Building investments should be prioritized and timed in a way that reduces energy load and enables the scaling to meet future needs, with a scope that encompasses the entire building as part of a much larger strategy. Opportunities for integrated energy efficiency and building-performance strategies that reinforce and build upon each other can arise when major investments are made in systems nearing their end-of-service life. They can also present themselves within the context of other building improvements that may help address issues such as low occupancy, repositioning the way the space is used (e.g. from retail space to office space), and large-scale renovations. When planned thoughtfully and wholistically, building renewal can complement and even magnify the value attributes for owners, investors, operators, and building users.

Although a broader range of sustainability considerations will follow suit, energy efficiency and decarbonization goals can drive investment priorities. Water efficiency, carbon emissions, renewables, indoor air quality, and other building performance needs will inevitably play a role in shaping your project.

To maximize its value, first evaluate and assess what the future market needs and regulatory landscape for that property may look like. Then design any renovations in a manner that helps future-proof the building. Nationally, office utilization rates are less than 50% of where they stood prior to the pandemic, and in some tech-heavy markets they remain below 40%. Concurrently, regulatory risk is increasing with the implementation of energy and carbon-based building performance standards in a number of jurisdictions. A revitalized building is more cost competitive, attractive to tenants, and has a lower risk profile.

What are the Benefits of Building Renewal?
With the influence of sustainability—and the focus on energy efficiency and its associated cost reductions—net cashflow can be enhanced and the building’s value is likely to increase. Energy costs are the largest controllable operating expense in a commercial building and are almost always overshadowed by an increase in asset value. However, the objective of the building renewal process should extend beyond cost savings to increasing the market appeal of a property.

Indoor environmental quality, user experience, tenant value, energy use, systems, and the building envelope have interdependent implications, and benefits can be maximized when implementing the building renewal process using an integrated design approach. High-performance buildings have been shown to provide tangible value to owners and tenants across a broad spectrum of areas including: reducing operating costs, attracting and retaining talent, increasing asset value, improving health and productivity, and supporting the reporting of enterprise-level environmental, social, and governance benchmarks.

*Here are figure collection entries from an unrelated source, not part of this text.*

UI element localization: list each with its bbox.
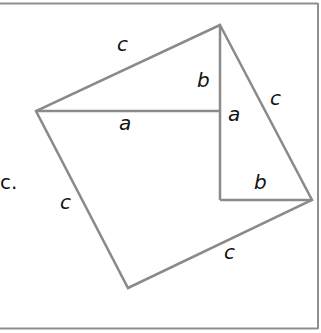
label-c-left: c [60,192,71,212]
label-a-horizontal: a [119,113,131,133]
label-c-top-left: c [117,34,128,54]
label-a-vertical: a [228,104,240,124]
label-c-bottom: c [224,242,235,262]
label-b-inner: b [254,172,267,192]
outer-square-c [36,25,312,288]
label-c-right: c [270,88,281,108]
square-figure [0,0,321,333]
stray-text-c: c. [0,172,17,192]
diagram-frame: c a b a c b c c c. [0,0,321,333]
label-b-vertical: b [197,70,210,90]
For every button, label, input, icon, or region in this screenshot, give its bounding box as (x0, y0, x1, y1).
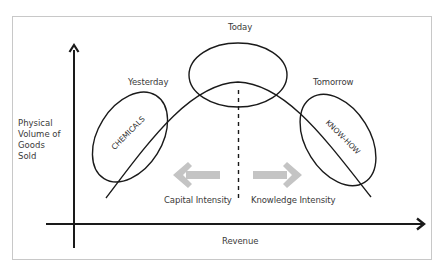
y-axis-label-line: Sold (18, 151, 78, 162)
y-axis-label-line: Goods (18, 140, 78, 151)
today-label: Today (228, 22, 252, 32)
capital-intensity-label: Capital Intensity (164, 195, 232, 205)
knowledge-intensity-label: Knowledge Intensity (251, 195, 336, 205)
y-axis-label-line: Volume of (18, 129, 78, 140)
yesterday-label: Yesterday (128, 77, 168, 87)
y-axis-label-line: Physical (18, 118, 78, 129)
x-axis-label: Revenue (222, 236, 258, 246)
tomorrow-label: Tomorrow (313, 77, 353, 87)
y-axis-label: Physical Volume of Goods Sold (18, 118, 78, 162)
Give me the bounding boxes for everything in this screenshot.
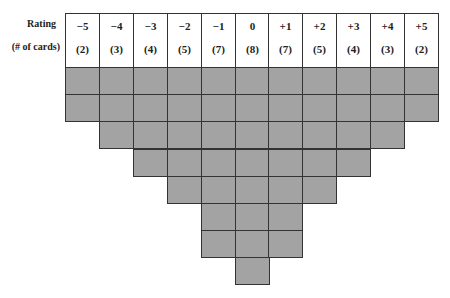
card-count: (7) <box>269 43 302 55</box>
card-count: (8) <box>236 43 269 55</box>
card-slot[interactable] <box>167 67 202 95</box>
card-count: (3) <box>100 43 133 55</box>
card-slot[interactable] <box>235 257 270 285</box>
card-slot[interactable] <box>336 149 371 177</box>
card-slot[interactable] <box>268 149 303 177</box>
card-count: (3) <box>371 43 404 55</box>
card-slot[interactable] <box>167 176 202 204</box>
card-slot[interactable] <box>201 149 236 177</box>
rating-value: +1 <box>269 20 302 32</box>
card-slot[interactable] <box>99 67 134 95</box>
rating-value: +2 <box>303 20 336 32</box>
card-slot[interactable] <box>336 94 371 122</box>
rating-column-header: −1(7) <box>201 13 236 68</box>
card-slot[interactable] <box>99 121 134 149</box>
card-slot[interactable] <box>404 67 439 95</box>
card-slot[interactable] <box>65 94 100 122</box>
card-slot[interactable] <box>268 176 303 204</box>
card-slot[interactable] <box>133 67 168 95</box>
card-slot[interactable] <box>302 149 337 177</box>
card-slot[interactable] <box>268 67 303 95</box>
rating-value: 0 <box>236 20 269 32</box>
rating-value: −1 <box>202 20 235 32</box>
card-slot[interactable] <box>201 121 236 149</box>
card-slot[interactable] <box>201 176 236 204</box>
rating-value: +5 <box>405 20 438 32</box>
card-slot[interactable] <box>302 121 337 149</box>
card-count: (4) <box>337 43 370 55</box>
rating-column-header: −5(2) <box>65 13 100 68</box>
card-slot[interactable] <box>201 203 236 231</box>
rating-column-header: +5(2) <box>404 13 439 68</box>
card-slot[interactable] <box>370 121 405 149</box>
card-slot[interactable] <box>167 149 202 177</box>
card-count: (5) <box>303 43 336 55</box>
card-slot[interactable] <box>235 149 270 177</box>
num-cards-label: (# of cards) <box>0 41 60 52</box>
card-slot[interactable] <box>235 230 270 258</box>
card-slot[interactable] <box>201 94 236 122</box>
card-slot[interactable] <box>336 121 371 149</box>
rating-value: −2 <box>168 20 201 32</box>
card-slot[interactable] <box>133 121 168 149</box>
card-slot[interactable] <box>268 121 303 149</box>
card-slot[interactable] <box>235 67 270 95</box>
rating-column-header: −2(5) <box>167 13 202 68</box>
card-slot[interactable] <box>235 94 270 122</box>
card-slot[interactable] <box>268 230 303 258</box>
rating-column-header: +2(5) <box>302 13 337 68</box>
rating-value: −4 <box>100 20 133 32</box>
card-count: (5) <box>168 43 201 55</box>
rating-value: −3 <box>134 20 167 32</box>
card-slot[interactable] <box>99 94 134 122</box>
card-slot[interactable] <box>235 203 270 231</box>
card-slot[interactable] <box>302 176 337 204</box>
card-count: (4) <box>134 43 167 55</box>
card-slot[interactable] <box>404 94 439 122</box>
card-slot[interactable] <box>336 67 371 95</box>
card-slot[interactable] <box>167 94 202 122</box>
card-slot[interactable] <box>302 67 337 95</box>
card-slot[interactable] <box>268 203 303 231</box>
rating-column-header: +1(7) <box>268 13 303 68</box>
rating-column-header: 0(8) <box>235 13 270 68</box>
rating-column-header: −3(4) <box>133 13 168 68</box>
rating-value: +4 <box>371 20 404 32</box>
card-slot[interactable] <box>235 176 270 204</box>
rating-column-header: −4(3) <box>99 13 134 68</box>
card-count: (2) <box>405 43 438 55</box>
rating-column-header: +3(4) <box>336 13 371 68</box>
card-slot[interactable] <box>235 121 270 149</box>
card-slot[interactable] <box>201 67 236 95</box>
card-count: (2) <box>66 43 99 55</box>
card-slot[interactable] <box>133 149 168 177</box>
card-slot[interactable] <box>370 94 405 122</box>
card-slot[interactable] <box>302 94 337 122</box>
card-slot[interactable] <box>133 94 168 122</box>
card-slot[interactable] <box>370 67 405 95</box>
card-slot[interactable] <box>65 67 100 95</box>
rating-value: +3 <box>337 20 370 32</box>
rating-column-header: +4(3) <box>370 13 405 68</box>
rating-value: −5 <box>66 20 99 32</box>
card-count: (7) <box>202 43 235 55</box>
card-slot[interactable] <box>268 94 303 122</box>
rating-label: Rating <box>4 18 56 29</box>
card-slot[interactable] <box>167 121 202 149</box>
card-slot[interactable] <box>201 230 236 258</box>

In addition to increasing value, building renewal can help future-proof a property by:

  • Addressing existing building performance standards such as Washington State’s Clean Buildings Act requirements and the impacts of building-energy disclosure ordinances.
  • Ensuring it will be less impacted by increases in energy prices.
  • Positioning it for future ENERGY STAR® and LEED® certifications.
  • Supporting corporate or other sector environmental and social governance goals.
  • Increasing occupant health, comfort, and productivity through improved lighting and ventilation strategies.
  • Creating a more compelling environmental narrative to help attract potential tenants and retain existing ones who are engaged and motivated by the updates.
  • Aligning with corporate and governmental leasing policies and environmental platforms.
  • Increasing resilience to current and future climate events.